Imagine my delight when I discovered a toothpaste that promised luminous teeth. I imagined lighting my way at night with a glowing smile, or even having British teeth brighter than those in the United States. Of course, I’m not so gullible to take this literally and can spot marketing hyperbole when I see it. Nevertheless, it was still disappointing because such a toothpaste did once exist. Called Doramad Radioaktive Zahncreme, it was genuinely luminous because it contained radioactive radium.
Marie and Pierre Curie first isolated radium in 1898 and by the 1910s its luminescent properties had developed into a craze. Science was naïve to the dangers of radium at that time and it was added to the most bizarre range of products. From cocktails, such as the radium highball, to glow in the dark radium ink and even Vita radium suppositories advertised, “for restoring sex power”.
James Chadwick was a physicist who had the misfortune of being in Germany at the outbreak of the first world war and interned in a prison camp.

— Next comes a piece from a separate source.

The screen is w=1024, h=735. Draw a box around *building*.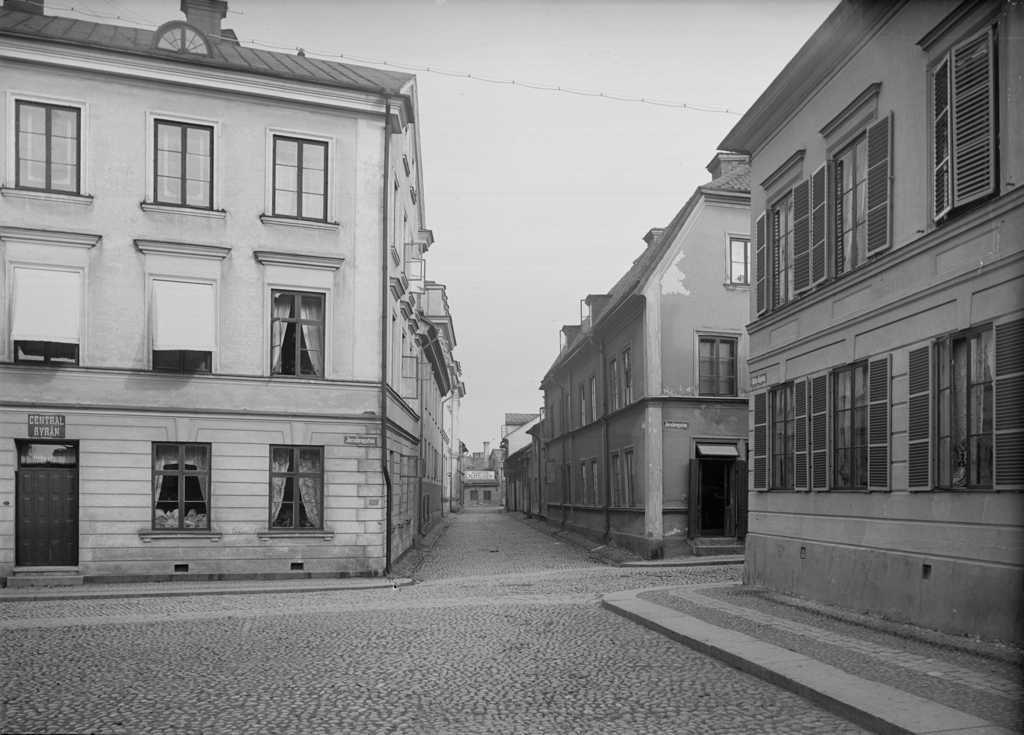
x1=503, y1=408, x2=554, y2=519.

Chadwick convinced a guard to buy some Doramad Radioaktive Zahncreme for him and he used it to conduct simple experiments with a home-made electroscope constructed out of tin-foil. Whether he also attained a glow-in-the-dark smile history does not record. After the war Chadwick carried on working with radioactivity and went on to win the Nobel Prize for physics in 1935 for the discovery of the neutron.
I don’t think my purchase of luminous toothpaste will earn me a Nobel Prize but I checked it out with my Geiger counter and, predictably, I was disappointed.